The New Director of VU LSC Daumantas Matulis: Our Community Is Strong and Ambitious
The Council of Vilnius University Life Sciences Center has announced that Dr Daumantas Matulis, Senior Researcher at the Institute of Biotechnology of the Vilnius University Life Sciences Center (VU LSC), has become the Director-elect.
'I thank the Council for its confidence. It will be a great challenge for me to ensure that the achievements of our Centre continue to improve at the same pace. Our community is strong and ambitious, and together we can do a lot,' said the Director-elect, introducing himself to the VU LSC community. Moreover, he thanked the current head of the VU LSC, Prof. Dr Gintaras Valinčius, for his work.
Prof. D. Matulis expressed his delight that VU LSC scientists are able to compare their achievements and research papers with those of the most known universities while having many times less small budgets.
He invited the VU LSC community to remain focused on achieving common goals and overcoming external challenges, such as the war in Ukraine.
'Let's support each other and understand that we will have to deal with challenges that might not be able to influence,' said the Director-elect.
D. Matulis was born in 1970 in Vilnius, graduated from Vilnius University in 1993 with a Bachelor's and Master's degree in Biochemistry, and completed his PhD in 1998 at the University of Minnesota, USA, where he became a postdoctoral fellow in Biochemistry, Biophysics, and Molecular Biology.
Since 2001, D. Matulis has worked for Johnson & Johnson Pharmaceutical Research and Development, a drug development company in the USA. In 2005, he returned to Lithuania and headed the Biothermodynamics and Drug Discovery Unit at the Institute of Biochemistry at the VU LSC.
Prof. D. Matulis is the President of the Lithuanian Society of Biochemists and a member of several other societies. He has been awarded the Lithuanian Science Prize international awards in foreign countries, has published over 150 scientific publications, and patented a number of inventions.
His major works include energy and biothermodynamic studies of interactions between human proteins and chemicals, structure-energy correlations, and the development of medicinal substances.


About this task: Your copy should run exactly from the line containing "The width and" to the last line of the entries below, and it should include no pictures.

Records shown:
# # # # # # #

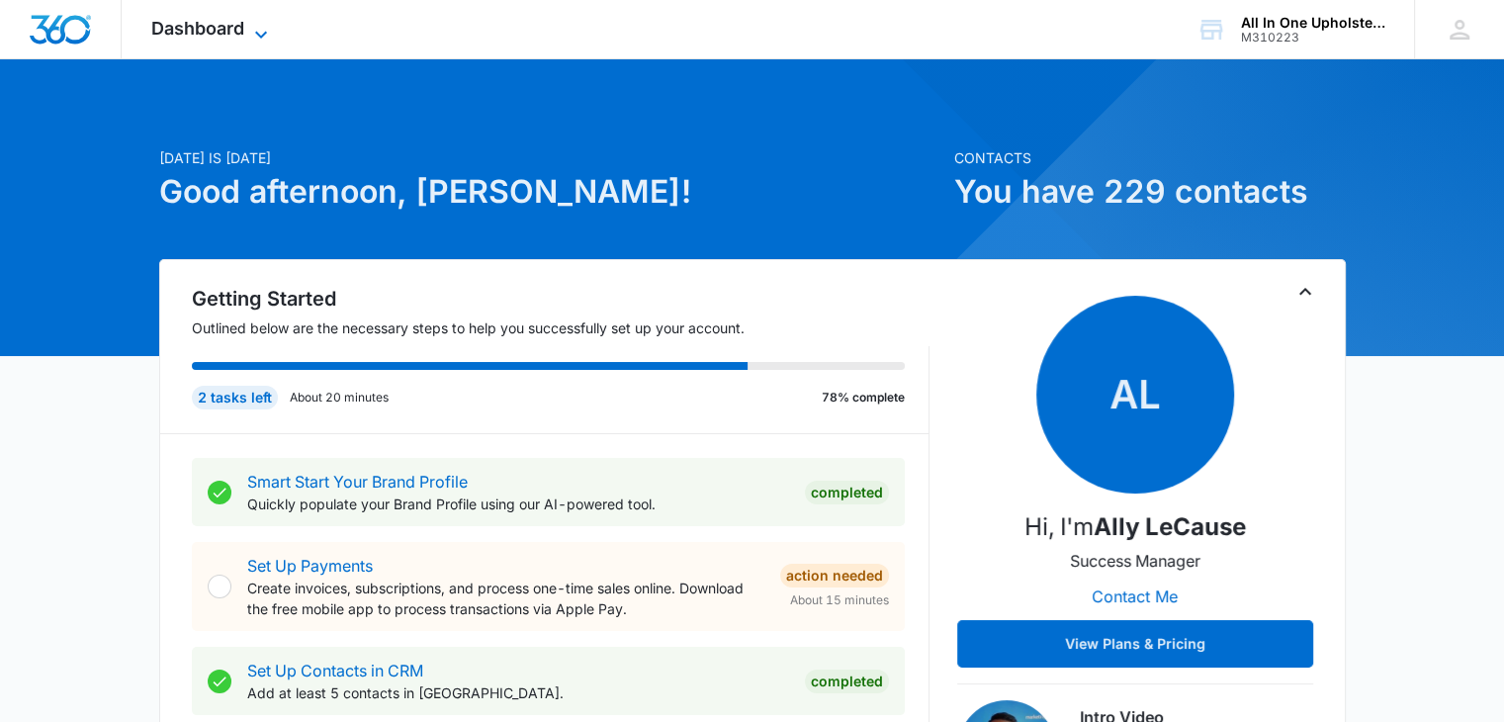  Describe the element at coordinates (518, 503) in the screenshot. I see `p: Quickly populate your Brand Profile using our AI-powered tool.` at that location.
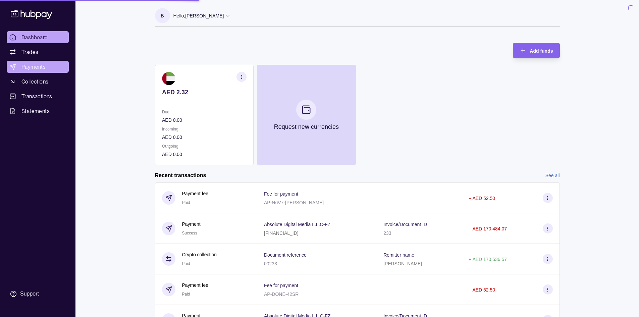 This screenshot has width=639, height=317. Describe the element at coordinates (38, 37) in the screenshot. I see `a: Dashboard` at that location.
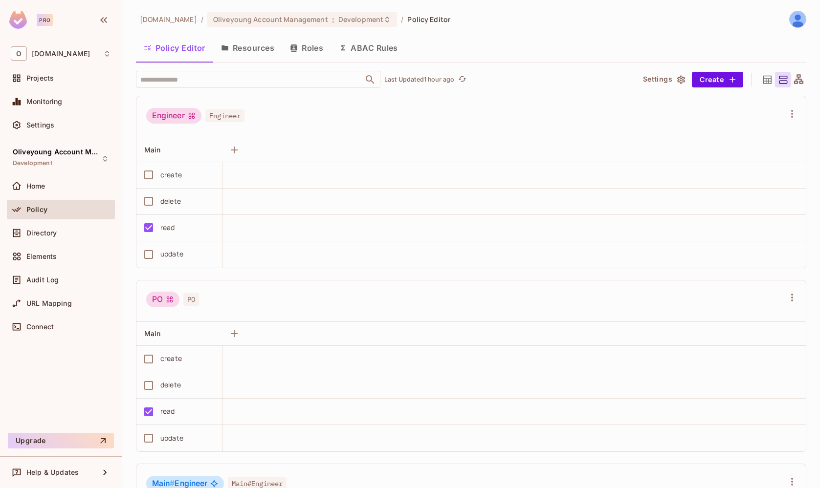 This screenshot has height=488, width=820. Describe the element at coordinates (52, 473) in the screenshot. I see `span: Help & Updates` at that location.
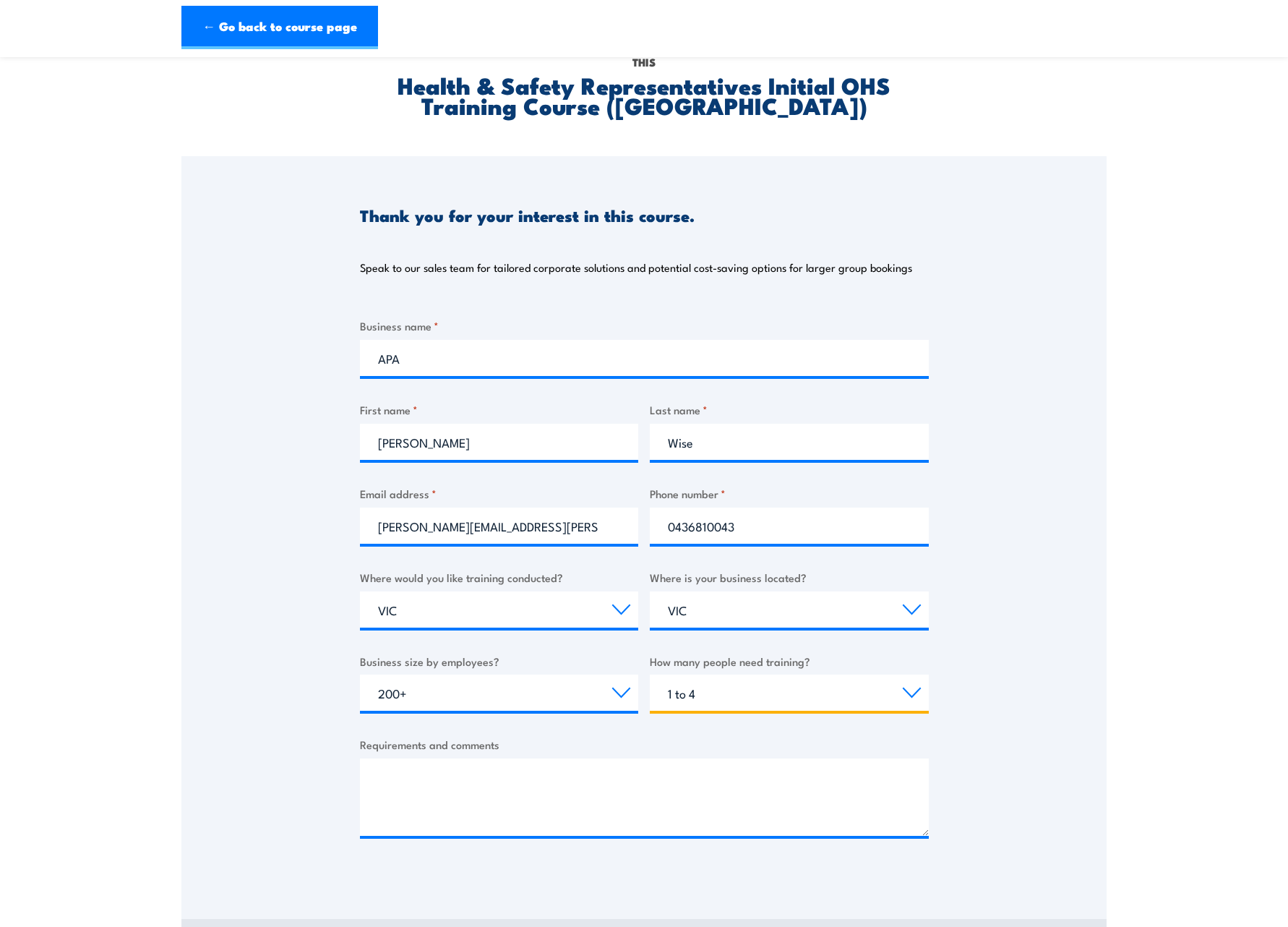  I want to click on label: Where would you like training conducted?, so click(500, 577).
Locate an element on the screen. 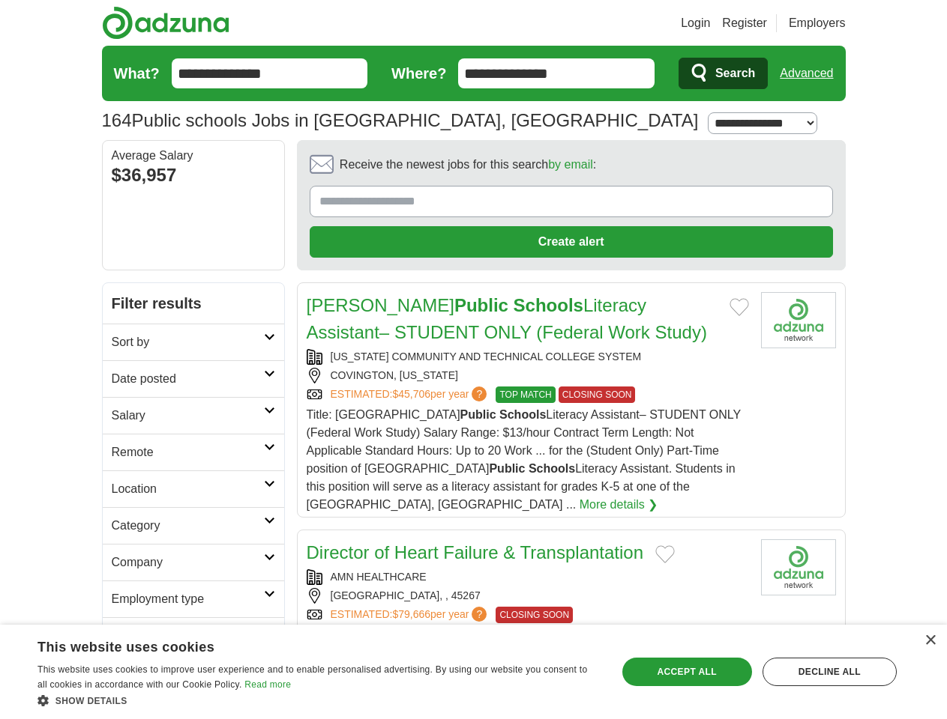  h2: Employment type is located at coordinates (187, 600).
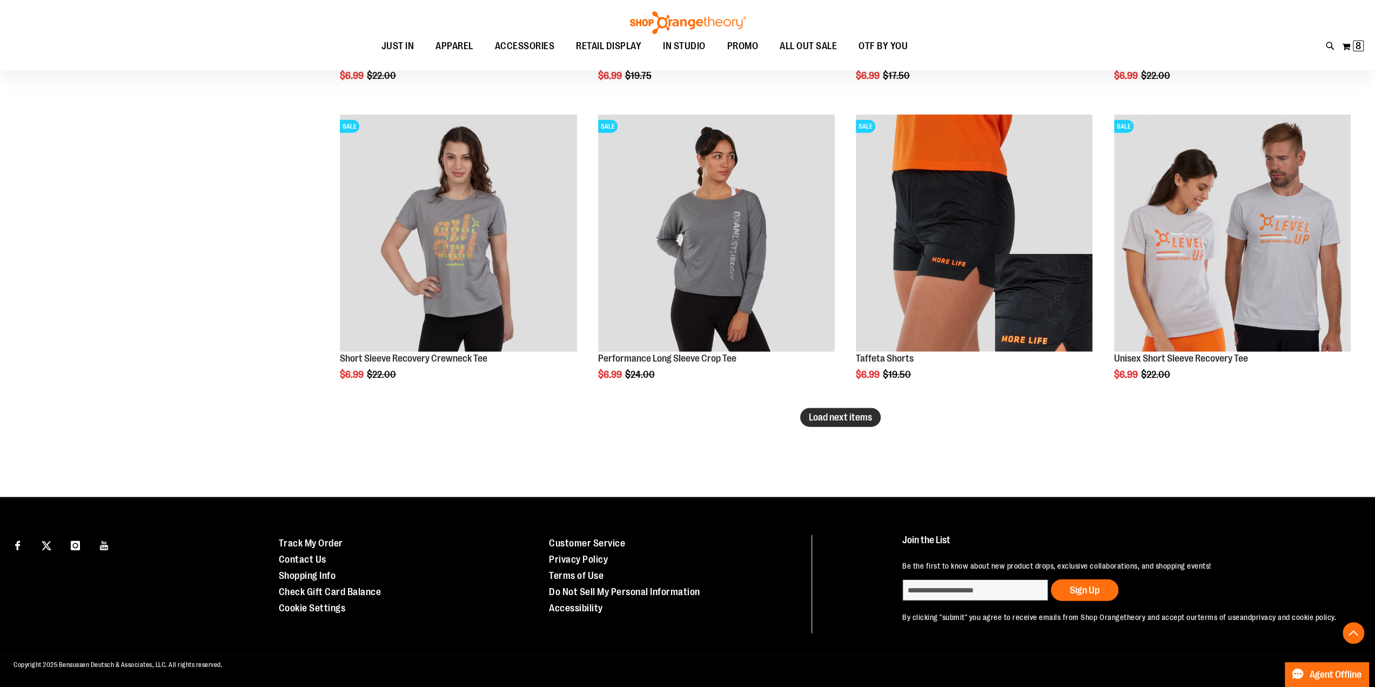 The image size is (1375, 687). What do you see at coordinates (587, 543) in the screenshot?
I see `a: Customer Service` at bounding box center [587, 543].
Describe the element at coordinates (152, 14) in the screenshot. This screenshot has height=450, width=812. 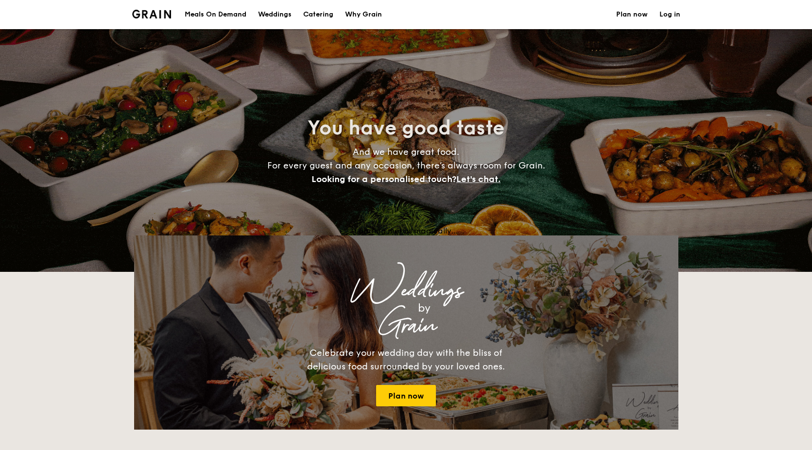
I see `img: Grain` at that location.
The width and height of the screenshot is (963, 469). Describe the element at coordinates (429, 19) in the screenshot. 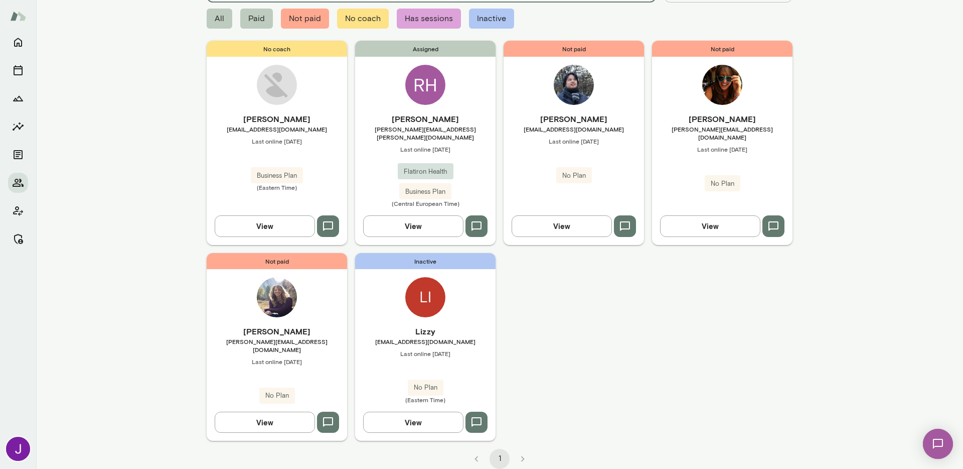

I see `span: Has sessions` at that location.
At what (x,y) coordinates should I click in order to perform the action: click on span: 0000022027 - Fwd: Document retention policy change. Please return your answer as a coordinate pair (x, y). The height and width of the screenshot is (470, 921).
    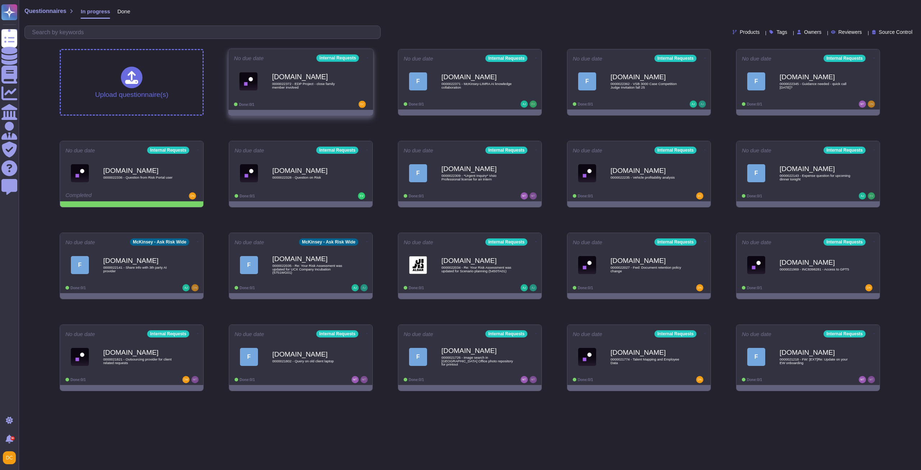
    Looking at the image, I should click on (647, 269).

# # # # # # #

Task output:
The width and height of the screenshot is (963, 469). Describe the element at coordinates (429, 19) in the screenshot. 

I see `span: Has sessions` at that location.
At what (x,y) coordinates should I click in order to perform the action: click on span: 0000022027 - Fwd: Document retention policy change. Please return your answer as a coordinate pair (x, y). The height and width of the screenshot is (470, 921).
    Looking at the image, I should click on (647, 269).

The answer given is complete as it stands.